Cuius regio, eius religio: church-state dynamics and implications on religiosity, representation, and religious freedom in Spain and the Philippines
Isabel Udal Perucho
The Review of Faith & International Affairs, 2018, vol. 16, issue 2, 62-70
Abstract:
Though Spain and the Philippines share a Catholic experience, their experience of religious freedom varies. Whereas little to no religious persecution occurred in Spain between 2005 and 2008, the Philippines experienced high rates of religious persecution. This article examines how a shared history can produce two vastly different religious freedom outcomes. It posits that the shared colonial history produced two religious institutions that have common Catholic roots but divergent institutional arrangements and outcomes, particularly for Muslim-minority populations. In both cases, church and state inevitably interact, producing consequences that affect the experience of religious freedom of citizens.
Date: 2018
References: Add references at CitEc
Citations:
Downloads: (external link)
http://hdl.handle.net/10.1080/15570274.2018.1469828 (text/html)
Access to full text is restricted to subscribers.
Related works:
This item may be available elsewhere in EconPapers: Search for items with the same title.
Export reference: BibTeX
RIS (EndNote, ProCite, RefMan)
HTML/Text
Persistent link: https://EconPapers.repec.org/RePEc:taf:rfiaxx:v:16:y:2018:i:2:p:62-70
Ordering information: This journal article can be ordered from
http://www.tandfonline.com/pricing/journal/rfia20
DOI: 10.1080/15570274.2018.1469828
Access Statistics for this article
The Review of Faith & International Affairs is currently edited by Dennis R. Hoover
More articles in The Review of Faith & International Affairs from Taylor & Francis Journals
Bibliographic data for series maintained by Chris Longhurst ().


ABOUT THIS TASK: The answer must consist of every line from the data that holds the string "ordinal".

Dataset entries on figures

============

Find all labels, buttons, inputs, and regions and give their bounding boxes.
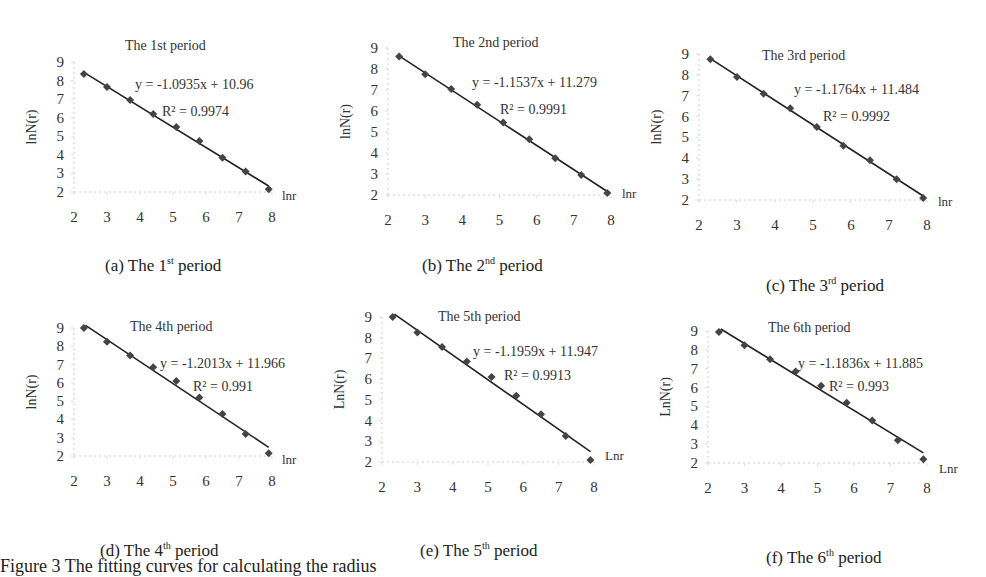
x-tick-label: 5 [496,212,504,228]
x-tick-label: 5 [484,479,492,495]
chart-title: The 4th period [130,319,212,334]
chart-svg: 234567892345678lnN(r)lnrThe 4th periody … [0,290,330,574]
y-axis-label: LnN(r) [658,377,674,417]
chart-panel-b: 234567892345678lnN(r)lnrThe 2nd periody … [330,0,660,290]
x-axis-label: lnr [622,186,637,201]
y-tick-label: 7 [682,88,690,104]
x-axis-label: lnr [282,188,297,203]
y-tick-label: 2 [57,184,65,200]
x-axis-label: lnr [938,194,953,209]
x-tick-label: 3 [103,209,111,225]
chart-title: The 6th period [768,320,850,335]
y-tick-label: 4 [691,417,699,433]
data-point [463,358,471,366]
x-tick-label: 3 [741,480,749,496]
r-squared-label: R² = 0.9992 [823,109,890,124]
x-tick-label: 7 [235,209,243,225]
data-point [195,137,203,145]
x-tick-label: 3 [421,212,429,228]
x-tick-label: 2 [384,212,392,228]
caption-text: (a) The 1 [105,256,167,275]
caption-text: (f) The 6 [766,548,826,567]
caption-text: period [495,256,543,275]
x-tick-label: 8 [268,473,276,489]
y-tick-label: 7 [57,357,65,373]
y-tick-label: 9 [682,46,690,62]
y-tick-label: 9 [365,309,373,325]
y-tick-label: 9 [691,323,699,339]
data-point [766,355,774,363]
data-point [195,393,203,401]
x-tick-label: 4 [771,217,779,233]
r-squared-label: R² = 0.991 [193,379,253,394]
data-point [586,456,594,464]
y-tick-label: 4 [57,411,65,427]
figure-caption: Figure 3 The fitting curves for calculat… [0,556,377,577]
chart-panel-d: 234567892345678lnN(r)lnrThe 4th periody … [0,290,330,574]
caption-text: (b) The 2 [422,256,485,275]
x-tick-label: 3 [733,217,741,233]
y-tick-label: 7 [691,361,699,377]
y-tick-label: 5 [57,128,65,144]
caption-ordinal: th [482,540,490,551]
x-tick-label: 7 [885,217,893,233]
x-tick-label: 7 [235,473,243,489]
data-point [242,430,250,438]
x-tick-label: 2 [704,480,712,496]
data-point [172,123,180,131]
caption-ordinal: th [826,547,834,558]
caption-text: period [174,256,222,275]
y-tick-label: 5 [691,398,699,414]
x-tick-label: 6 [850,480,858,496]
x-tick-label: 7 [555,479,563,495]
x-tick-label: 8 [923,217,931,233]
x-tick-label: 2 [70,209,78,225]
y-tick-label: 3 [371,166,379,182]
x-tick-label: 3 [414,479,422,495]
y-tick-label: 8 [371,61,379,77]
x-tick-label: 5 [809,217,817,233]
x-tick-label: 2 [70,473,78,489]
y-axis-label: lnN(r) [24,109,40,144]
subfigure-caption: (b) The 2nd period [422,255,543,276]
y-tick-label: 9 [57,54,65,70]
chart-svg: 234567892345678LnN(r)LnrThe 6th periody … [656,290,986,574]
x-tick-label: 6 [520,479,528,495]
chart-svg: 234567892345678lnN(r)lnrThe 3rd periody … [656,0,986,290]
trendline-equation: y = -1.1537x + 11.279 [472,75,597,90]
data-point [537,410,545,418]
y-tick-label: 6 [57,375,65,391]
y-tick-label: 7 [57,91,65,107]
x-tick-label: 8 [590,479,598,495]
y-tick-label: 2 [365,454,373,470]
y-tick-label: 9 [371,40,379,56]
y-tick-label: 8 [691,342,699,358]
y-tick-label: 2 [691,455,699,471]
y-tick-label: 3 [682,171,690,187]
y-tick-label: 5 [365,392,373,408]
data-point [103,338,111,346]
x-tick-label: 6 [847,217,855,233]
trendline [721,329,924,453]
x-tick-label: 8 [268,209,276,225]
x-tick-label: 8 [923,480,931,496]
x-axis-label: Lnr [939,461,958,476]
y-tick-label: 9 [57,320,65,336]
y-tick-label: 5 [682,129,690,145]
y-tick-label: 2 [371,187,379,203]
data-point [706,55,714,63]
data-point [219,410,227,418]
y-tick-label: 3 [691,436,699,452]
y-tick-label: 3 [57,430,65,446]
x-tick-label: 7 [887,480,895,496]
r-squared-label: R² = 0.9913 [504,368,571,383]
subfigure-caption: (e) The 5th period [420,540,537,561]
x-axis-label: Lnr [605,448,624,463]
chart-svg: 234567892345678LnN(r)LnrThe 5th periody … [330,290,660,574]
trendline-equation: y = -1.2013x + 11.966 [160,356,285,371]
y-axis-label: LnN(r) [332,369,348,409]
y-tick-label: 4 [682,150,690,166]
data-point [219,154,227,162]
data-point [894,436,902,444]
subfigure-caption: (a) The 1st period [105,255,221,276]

============

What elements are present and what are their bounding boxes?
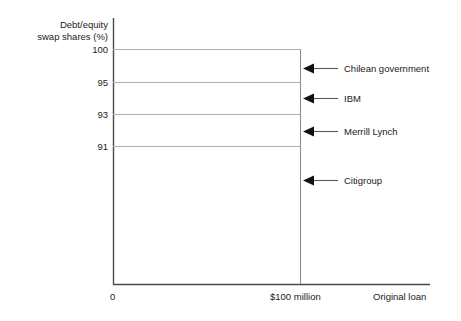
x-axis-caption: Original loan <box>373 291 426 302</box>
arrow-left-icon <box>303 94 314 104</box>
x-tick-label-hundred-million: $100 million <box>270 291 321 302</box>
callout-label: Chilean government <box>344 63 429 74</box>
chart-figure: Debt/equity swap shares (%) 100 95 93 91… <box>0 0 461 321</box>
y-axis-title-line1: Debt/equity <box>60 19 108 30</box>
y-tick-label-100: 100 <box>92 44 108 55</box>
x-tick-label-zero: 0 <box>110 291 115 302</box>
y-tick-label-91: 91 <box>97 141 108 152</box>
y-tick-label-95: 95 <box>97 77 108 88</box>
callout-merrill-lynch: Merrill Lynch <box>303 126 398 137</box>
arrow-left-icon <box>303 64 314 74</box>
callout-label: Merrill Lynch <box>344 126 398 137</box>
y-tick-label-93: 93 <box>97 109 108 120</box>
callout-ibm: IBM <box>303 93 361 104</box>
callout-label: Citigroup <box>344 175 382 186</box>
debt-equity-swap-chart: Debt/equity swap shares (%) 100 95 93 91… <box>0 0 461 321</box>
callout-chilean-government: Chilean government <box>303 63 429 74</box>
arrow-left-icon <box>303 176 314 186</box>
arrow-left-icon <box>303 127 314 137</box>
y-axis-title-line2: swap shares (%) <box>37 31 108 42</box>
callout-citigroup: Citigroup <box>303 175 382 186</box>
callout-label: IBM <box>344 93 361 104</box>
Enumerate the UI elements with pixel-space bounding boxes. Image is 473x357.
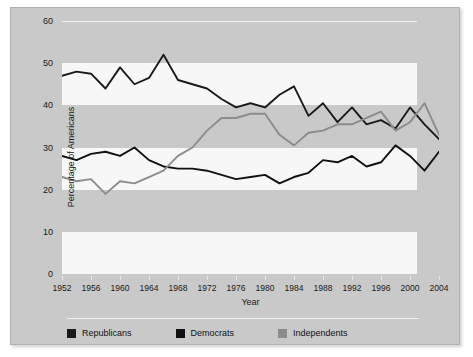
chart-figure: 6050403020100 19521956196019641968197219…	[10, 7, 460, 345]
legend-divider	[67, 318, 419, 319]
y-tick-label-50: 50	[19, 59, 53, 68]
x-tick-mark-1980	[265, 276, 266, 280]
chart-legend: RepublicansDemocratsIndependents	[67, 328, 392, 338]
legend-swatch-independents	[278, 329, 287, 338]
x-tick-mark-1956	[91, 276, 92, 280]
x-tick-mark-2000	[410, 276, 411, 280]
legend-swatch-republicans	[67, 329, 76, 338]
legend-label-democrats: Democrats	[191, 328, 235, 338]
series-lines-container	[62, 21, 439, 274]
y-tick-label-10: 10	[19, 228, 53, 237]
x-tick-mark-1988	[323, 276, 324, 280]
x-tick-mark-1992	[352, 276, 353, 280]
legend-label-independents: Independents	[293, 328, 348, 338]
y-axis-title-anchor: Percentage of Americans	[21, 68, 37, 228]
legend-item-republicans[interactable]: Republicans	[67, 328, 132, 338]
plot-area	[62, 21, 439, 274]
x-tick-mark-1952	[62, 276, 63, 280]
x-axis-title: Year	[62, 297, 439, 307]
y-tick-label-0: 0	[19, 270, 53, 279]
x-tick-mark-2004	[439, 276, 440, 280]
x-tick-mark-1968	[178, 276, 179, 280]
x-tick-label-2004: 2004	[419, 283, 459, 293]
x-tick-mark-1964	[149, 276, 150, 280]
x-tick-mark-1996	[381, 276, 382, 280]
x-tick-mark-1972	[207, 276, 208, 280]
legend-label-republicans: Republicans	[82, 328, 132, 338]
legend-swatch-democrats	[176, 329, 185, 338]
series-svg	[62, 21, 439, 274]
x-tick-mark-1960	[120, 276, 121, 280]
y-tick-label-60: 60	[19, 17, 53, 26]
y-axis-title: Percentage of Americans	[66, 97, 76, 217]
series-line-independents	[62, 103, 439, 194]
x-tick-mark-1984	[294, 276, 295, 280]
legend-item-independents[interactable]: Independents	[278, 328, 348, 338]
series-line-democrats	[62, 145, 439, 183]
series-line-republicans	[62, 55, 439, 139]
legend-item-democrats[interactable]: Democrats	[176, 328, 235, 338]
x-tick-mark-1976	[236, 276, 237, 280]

============

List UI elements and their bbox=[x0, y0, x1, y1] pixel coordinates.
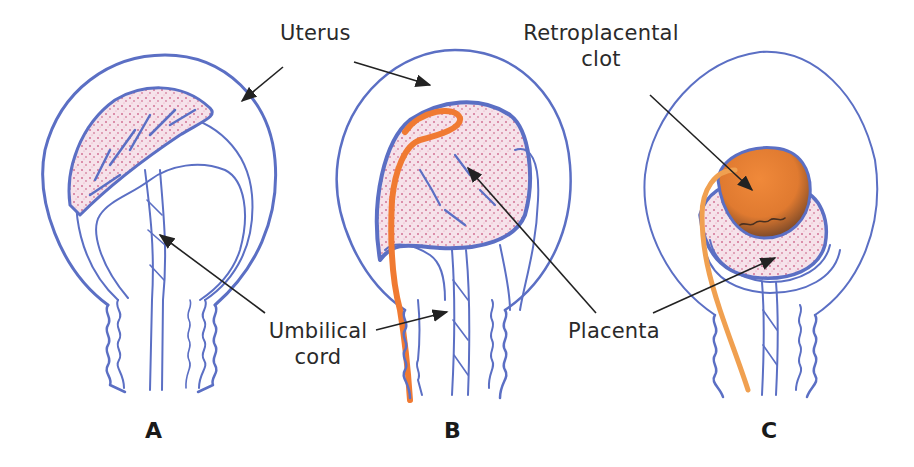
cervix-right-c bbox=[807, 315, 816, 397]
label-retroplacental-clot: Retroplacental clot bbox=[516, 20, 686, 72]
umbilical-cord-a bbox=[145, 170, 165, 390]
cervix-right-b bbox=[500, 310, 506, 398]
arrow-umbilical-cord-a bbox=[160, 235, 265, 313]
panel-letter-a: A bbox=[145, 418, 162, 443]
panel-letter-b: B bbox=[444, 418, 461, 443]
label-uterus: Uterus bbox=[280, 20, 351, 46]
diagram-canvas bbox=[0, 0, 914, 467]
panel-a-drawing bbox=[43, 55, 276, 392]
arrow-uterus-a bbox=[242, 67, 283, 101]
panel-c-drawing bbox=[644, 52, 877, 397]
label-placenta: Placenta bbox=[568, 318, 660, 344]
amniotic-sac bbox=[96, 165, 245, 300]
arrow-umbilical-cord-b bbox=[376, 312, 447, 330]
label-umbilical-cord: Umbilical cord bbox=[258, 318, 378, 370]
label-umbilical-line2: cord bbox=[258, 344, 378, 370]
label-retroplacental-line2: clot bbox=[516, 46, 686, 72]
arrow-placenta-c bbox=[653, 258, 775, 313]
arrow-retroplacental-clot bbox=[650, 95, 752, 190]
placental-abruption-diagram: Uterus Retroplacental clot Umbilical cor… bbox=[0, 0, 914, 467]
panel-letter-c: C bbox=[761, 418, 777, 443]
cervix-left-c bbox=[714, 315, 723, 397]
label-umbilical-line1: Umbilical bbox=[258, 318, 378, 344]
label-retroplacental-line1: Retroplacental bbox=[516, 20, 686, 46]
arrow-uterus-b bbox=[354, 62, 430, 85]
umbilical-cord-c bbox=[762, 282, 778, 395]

============

WRITTEN REPLY:
caption-ordinal: th [482,540,490,551]
caption-ordinal: th [826,547,834,558]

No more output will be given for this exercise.